Beta diversity contributes to ecosystem stability
06-02-2022

Beta diversity contributes to ecosystem stability

Beta diversity is a measure of site-to-site variation in the composition of species within a certain area. A new study led by Washington University in St. Louis has found that tree beta diversity matters more for ecosystem functioning than other components of biodiversity at larger scales, such as local or regional diversity. The experts have also discovered that the relationship between beta diversity and tree biomass strengthens with increasing spatial scale. 

“A lot of studies have focused only on small scales when they look at biodiversity and ecosystem functioning,” said lead author Dr. Jacqueline Reu. “Our study is one of the first that looks at multiple different measures of biodiversity, as well as direct and indirect effects of the environment, on ecosystem functioning as you increase scale in a natural system.”

“Our results back the theory that beta diversity, or the variation in species composition across space, is the best biodiversity measure at larger scales,” she explained. “It’s stronger than the other diversity measures that we considered, like local and regional diversity. And its importance increases as you increase spatial scale.”

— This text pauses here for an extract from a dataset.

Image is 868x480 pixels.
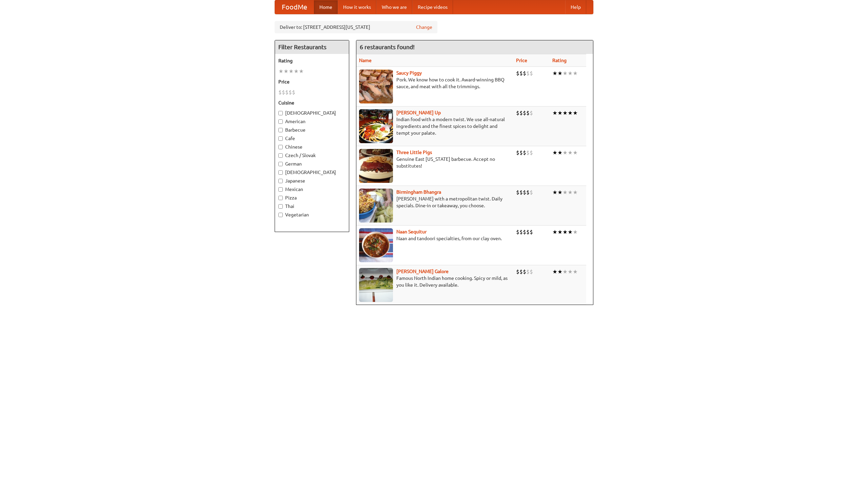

Dr. Reu and her colleagues studied 14 landscapes of oak-hickory forest in the Ozark region, each of which contained at least three major habitat types common to Ozark forests, including sunnier, drier, and nutrient poor west- or south-facing slopes; shady, nutrient-rich valleys and bottom lands; and east- and north-facing slopes, which are the most productive in terms of tree cover. Each of these landscapes also included an environmental gradient of nutrient and moisture availability, light availability, and a wide range of topographic conditions.

The scientists quantified the direct effects of three diversity components – beta diversity, local diversity, and regional diversity – and calculated the strength of the relationship between each of these components and aboveground tree biomass, a property of forests closely related to ecosystem functioning. Their results revealed that the relationship between beta diversity and tree biomass strengthened with increasing spatial extent, and that ecosystem functioning was highly dependent upon variations in beta diversity.

“It’s not just the gain or the loss and the number of species that matters, it’s also changes in the distribution of these species and where you might find them in an ecosystem,” said study co-author Christopher Catano, a postdoctoral fellow in Ecology at Michigan State University. “This study and a few others recently have been pretty consistent, in the sense that they’re showing it’s (species) turnover, or variation across space, that seems to be really critical.”

“Beta diversity is driving a variety of different functions, as well as the stability of these functions over time, as you scale up from small, local plot-based ecosystems to large, heterogeneous landscapes,” he concluded.

The study is published in the journal Ecology.